If your main problem is client delivery, SendPhoto is often the better fit. If your main problem is combining portfolio, proofing, and selling in one system, Zenfolio has the stronger case.

The Core Difference: Delivery Tool vs Broader Photography Platform

SendPhoto is built for client gallery delivery. The platform is optimized around presentation, privacy, and easy downloads without asking photographers to adopt a full portfolio-and-commerce stack.

Zenfolio is built for photographers who want a wider platform. Its official pricing and support pages emphasize client galleries, proofing, websites, downloads, selling, and plan-based business features. That can be valuable. It can also be more platform than some photographers need.

Short Answer

Choose SendPhoto if you want simpler, delivery-first galleries with less operational overhead.

Choose Zenfolio if you need a broader portfolio, proofing, and selling system.

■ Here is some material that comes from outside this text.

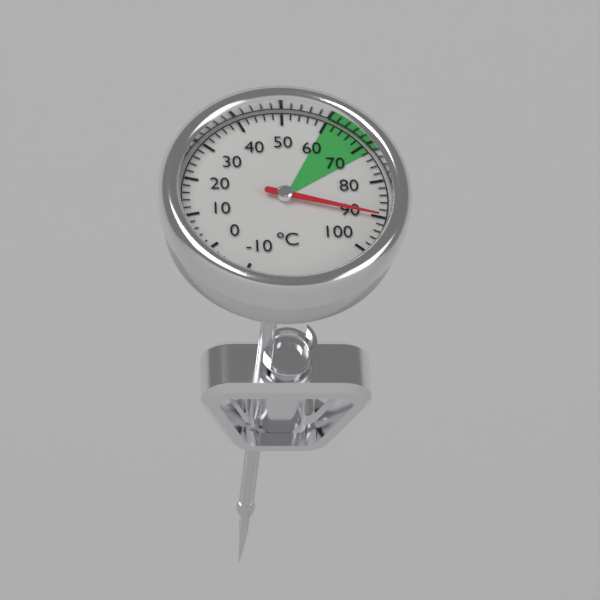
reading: 90 °C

If client delivery is your main use case, compare pricing, password protection, download controls, and watermarks before assuming the bigger platform is the better fit.

Where SendPhoto Wins

Simpler Setup for Straight Delivery

If you mainly need to deliver final photos professionally, SendPhoto is easier to justify. The product is aligned to the delivery moment itself rather than to a broader stack of website, commerce, and business features.

Lower Workflow Friction

SendPhoto is stronger when you want clients to reach the gallery, understand it quickly, and download the work with minimal explanation. That matters when you deliver often and want the workflow to stay light.

That lighter workflow still covers meaningful delivery detail like collections, client favorites, share expiration, and gallery-specific download settings. It is not just a bare upload-and-share tool.

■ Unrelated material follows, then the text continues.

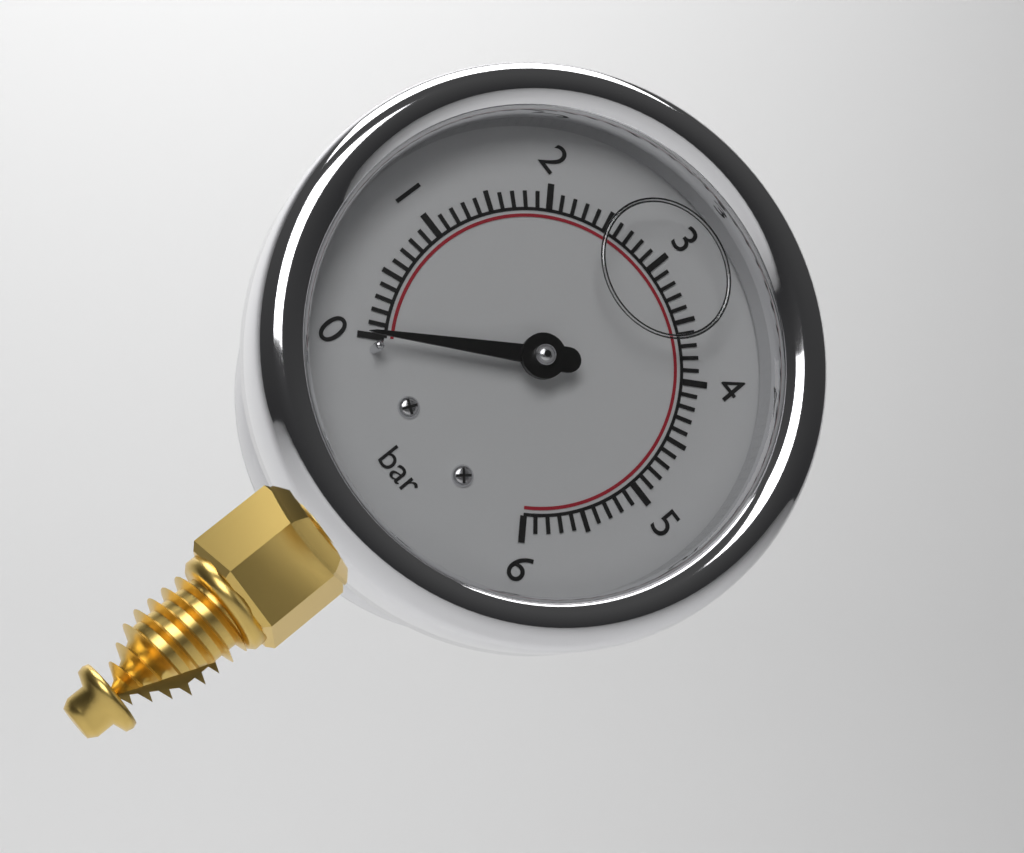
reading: 0.0 bar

Better Fit for Delivery-Only Teams

Some photographers already have their website, CRM, or sales system handled elsewhere. In that case, choosing a narrower delivery-first product can be more pragmatic than adopting a broader all-in-one platform just to cover gallery handoff.

Where Zenfolio Wins

Broader Photographer Business Features

Zenfolio is stronger if your buying decision includes a portfolio website, proofing, digital download sales, and print-commerce workflows in one platform. That is where it has more depth than SendPhoto.

Proofing and Selling Workflow

Zenfolio's documentation makes it clear that selling is part of the system, including price lists, digital downloads, and commerce fees. If that selling layer is core to your workflow, Zenfolio has the more complete offer.

Gallery Protection and Download Controls

Zenfolio also supports password-protected galleries, watermarks, and whole-gallery downloads. That means it is not a weak competitor. The real question is whether you need those controls inside a broader platform or inside a narrower delivery-focused tool.

Pricing and Feature Reality Check

As of {reviewedAtLabel}, Zenfolio's official US annual pricing page lists Portfolio at $7 per month, PortfolioPlus at $11.50 per month, and ProSuite at $20 per month. The same page says all plans include client galleries and proofing, while higher plans expand storage and business features.

Zenfolio also documents a 7% commerce fee on orders in its selling help docs. That matters if you are evaluating the platform as a sales engine rather than only as a gallery delivery tool.

If you are not actually using the selling and broader business stack, SendPhoto's narrower pricing and simpler product scope can be the better operational choice.

SendPhoto vs Zenfolio: Short Verdict

Choose SendPhoto if your priority is polished, low-friction client delivery. Choose Zenfolio if your priority is a broader photographer platform with proofing, selling, and website features in one place.

The decision is less about who has more features and more about whether you want a focused delivery product or a fuller all-in-one system.

Methodology and disclosure

This comparison is written from SendPhoto perspective and is meant to help photographers choose the right workflow. We compare delivery workflow, client experience, privacy controls, proofing fit, and pricing posture. Use this page to narrow the shortlist, then verify important purchase details on the vendor current pricing and documentation pages.